When I was entering the workforce twenty years ago, I interviewed several times with Microsoft, without success. I recall string manipulation questions, linked lists, and puzzles. I probably spent the most time preparing for the latter. Before Google made algorithm questions popular, Microsoft's brainteasers were legendary. There was even a prep book - "How Would You Move Mount Fuji?".
My first job ended up with a small, self-funded company where the technical portion consisted of a multiple choice quiz that the CEO put together. I still remember that one of the questions was "Which is the Debug shortcut key in Visual Studio 6?" Terrible question, but I knew the answer, so it worked out ok.
Small software company in the UK. I was interviewing for a junior programmer position (no devs back then). There was a short technical test first - done in the company's office rather than at home. A small project set up that accepted an input string, and I had to write the code to count the number of words in the string. Most applicants failed.
This was followed by a harmless chat type of interview. In retrospect, I can see that the chat was to see how we got along - the small coding test was the 'is he capable' part of the interview.
This was 1998. I didn't encounter the online test nonsense until 2021 in Dublin. Not Leetcode, but 100 gotcha questions in a row.
My first job ended up with a small, self-funded company where the technical portion consisted of a multiple choice quiz that the CEO put together. I still remember that one of the questions was "Which is the Debug shortcut key in Visual Studio 6?" Terrible question, but I knew the answer, so it worked out ok.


Action item: Find every line in the records that holds the string "pixels". Copy each one.

Exercise input START

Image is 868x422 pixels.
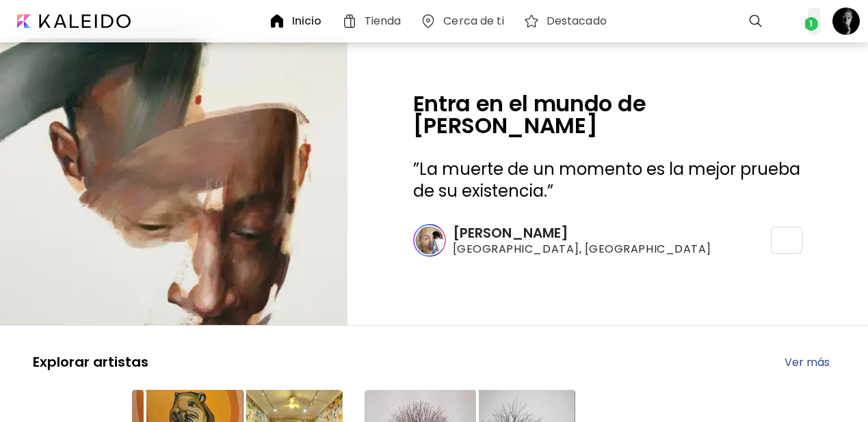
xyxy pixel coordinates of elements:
[453,224,711,242] h6: [PERSON_NAME]
[797,13,814,29] img: bellIcon
[413,224,802,257] a: [PERSON_NAME][GEOGRAPHIC_DATA], [GEOGRAPHIC_DATA]icon
[244,13,303,29] a: Inicio
[418,16,478,27] h6: Cerca de ti
[794,9,817,33] button: bellIcon1
[774,354,835,371] a: Ver más
[413,158,800,202] span: La muerte de un momento es la mejor prueba de su existencia.
[267,16,297,27] h6: Inicio
[825,358,835,366] img: arrow-right
[316,13,382,29] a: Tienda
[396,13,484,29] a: Cerca de ti
[731,13,747,29] img: cart
[521,16,582,27] h6: Destacado
[33,353,148,371] h5: Explorar artistas
[413,93,802,137] h2: Entra en el mundo de [PERSON_NAME]
[779,233,793,247] img: icon
[340,16,377,27] h6: Tienda
[764,13,780,29] img: chatIcon
[453,242,711,257] span: [GEOGRAPHIC_DATA], [GEOGRAPHIC_DATA]
[498,13,587,29] a: Destacado
[804,9,818,22] span: 1
[413,158,802,202] h3: ” ”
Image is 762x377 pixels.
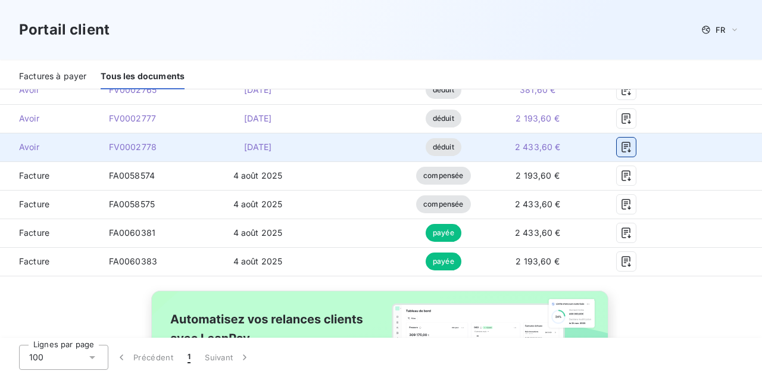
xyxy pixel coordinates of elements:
span: FR [716,25,725,35]
span: déduit [426,110,461,127]
span: Facture [10,255,90,267]
button: 1 [180,345,198,370]
span: [DATE] [244,142,272,152]
span: Facture [10,170,90,182]
span: Avoir [10,141,90,153]
div: Tous les documents [101,64,185,89]
span: Avoir [10,84,90,96]
button: Précédent [108,345,180,370]
span: [DATE] [244,85,272,95]
span: Facture [10,227,90,239]
span: 2 193,60 € [516,256,560,266]
span: 2 433,60 € [515,199,561,209]
span: Facture [10,198,90,210]
span: 4 août 2025 [233,227,283,238]
span: 4 août 2025 [233,199,283,209]
span: FA0060381 [109,227,155,238]
span: 4 août 2025 [233,170,283,180]
span: FV0002777 [109,113,156,123]
span: déduit [426,81,461,99]
span: FA0058575 [109,199,155,209]
span: déduit [426,138,461,156]
span: 4 août 2025 [233,256,283,266]
span: 1 [188,351,190,363]
div: Factures à payer [19,64,86,89]
span: 2 193,60 € [516,113,560,123]
span: compensée [416,167,470,185]
span: compensée [416,195,470,213]
span: 100 [29,351,43,363]
h3: Portail client [19,19,110,40]
span: FA0058574 [109,170,155,180]
span: 2 433,60 € [515,142,561,152]
span: FV0002765 [109,85,157,95]
button: Suivant [198,345,258,370]
span: FV0002778 [109,142,157,152]
span: 2 193,60 € [516,170,560,180]
span: 2 433,60 € [515,227,561,238]
span: payée [426,224,461,242]
span: [DATE] [244,113,272,123]
span: payée [426,252,461,270]
span: 381,60 € [520,85,555,95]
span: FA0060383 [109,256,157,266]
span: Avoir [10,113,90,124]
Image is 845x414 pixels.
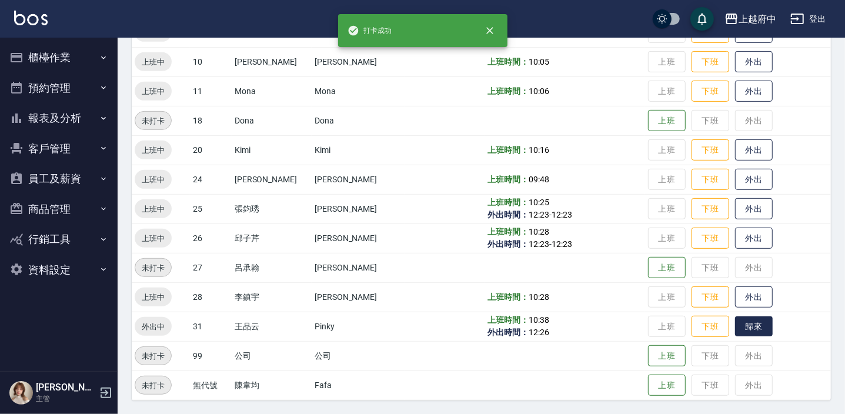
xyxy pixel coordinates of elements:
button: save [690,7,714,31]
button: 登出 [785,8,831,30]
button: close [477,18,503,44]
td: 陳韋均 [232,370,312,400]
span: 未打卡 [135,115,171,127]
td: Fafa [312,370,404,400]
button: 下班 [691,286,729,308]
button: 下班 [691,228,729,249]
span: 外出中 [135,320,172,333]
td: Dona [232,106,312,135]
b: 上班時間： [488,57,529,66]
button: 外出 [735,51,773,73]
td: 李鎮宇 [232,282,312,312]
span: 上班中 [135,232,172,245]
td: 24 [190,165,232,194]
td: Mona [312,76,404,106]
span: 12:23 [529,210,549,219]
button: 上班 [648,257,686,279]
span: 12:26 [529,327,549,337]
span: 上班中 [135,144,172,156]
td: Dona [312,106,404,135]
p: 主管 [36,393,96,404]
button: 下班 [691,198,729,220]
div: 上越府中 [738,12,776,26]
td: [PERSON_NAME] [312,47,404,76]
span: 12:23 [529,239,549,249]
td: 公司 [312,341,404,370]
td: 18 [190,106,232,135]
b: 上班時間： [488,198,529,207]
td: 28 [190,282,232,312]
button: 櫃檯作業 [5,42,113,73]
span: 未打卡 [135,379,171,392]
button: 歸來 [735,316,773,337]
h5: [PERSON_NAME] [36,382,96,393]
button: 上班 [648,110,686,132]
span: 09:48 [529,175,549,184]
td: Mona [232,76,312,106]
td: 公司 [232,341,312,370]
button: 外出 [735,198,773,220]
span: 12:23 [551,239,572,249]
td: 26 [190,223,232,253]
button: 外出 [735,228,773,249]
span: 上班中 [135,56,172,68]
td: 無代號 [190,370,232,400]
button: 報表及分析 [5,103,113,133]
button: 下班 [691,81,729,102]
button: 行銷工具 [5,224,113,255]
td: Pinky [312,312,404,341]
td: Kimi [232,135,312,165]
img: Person [9,381,33,404]
span: 上班中 [135,203,172,215]
span: 上班中 [135,291,172,303]
td: [PERSON_NAME] [232,47,312,76]
button: 商品管理 [5,194,113,225]
b: 外出時間： [488,239,529,249]
span: 10:28 [529,292,549,302]
span: 10:05 [529,57,549,66]
td: 王品云 [232,312,312,341]
button: 上越府中 [720,7,781,31]
button: 下班 [691,316,729,337]
span: 上班中 [135,173,172,186]
td: 邱子芹 [232,223,312,253]
b: 上班時間： [488,145,529,155]
button: 外出 [735,139,773,161]
td: Kimi [312,135,404,165]
span: 10:06 [529,86,549,96]
td: 11 [190,76,232,106]
button: 外出 [735,169,773,190]
b: 上班時間： [488,292,529,302]
td: 27 [190,253,232,282]
span: 打卡成功 [347,25,392,36]
td: [PERSON_NAME] [312,253,404,282]
span: 未打卡 [135,262,171,274]
span: 上班中 [135,85,172,98]
button: 資料設定 [5,255,113,285]
td: - [485,194,645,223]
button: 員工及薪資 [5,163,113,194]
td: 99 [190,341,232,370]
b: 上班時間： [488,315,529,325]
b: 上班時間： [488,227,529,236]
button: 上班 [648,345,686,367]
button: 上班 [648,375,686,396]
button: 客戶管理 [5,133,113,164]
button: 外出 [735,81,773,102]
button: 預約管理 [5,73,113,103]
b: 上班時間： [488,86,529,96]
span: 未打卡 [135,350,171,362]
span: 10:25 [529,198,549,207]
td: [PERSON_NAME] [312,165,404,194]
img: Logo [14,11,48,25]
button: 下班 [691,169,729,190]
td: [PERSON_NAME] [232,165,312,194]
b: 外出時間： [488,210,529,219]
td: 呂承翰 [232,253,312,282]
td: 31 [190,312,232,341]
b: 外出時間： [488,327,529,337]
button: 下班 [691,139,729,161]
button: 下班 [691,51,729,73]
span: 10:28 [529,227,549,236]
td: [PERSON_NAME] [312,194,404,223]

Exercise input END

Exercise solution:
Image is 868x422 pixels.
Image is 762x377 pixels.
Image is 845x414 pixels.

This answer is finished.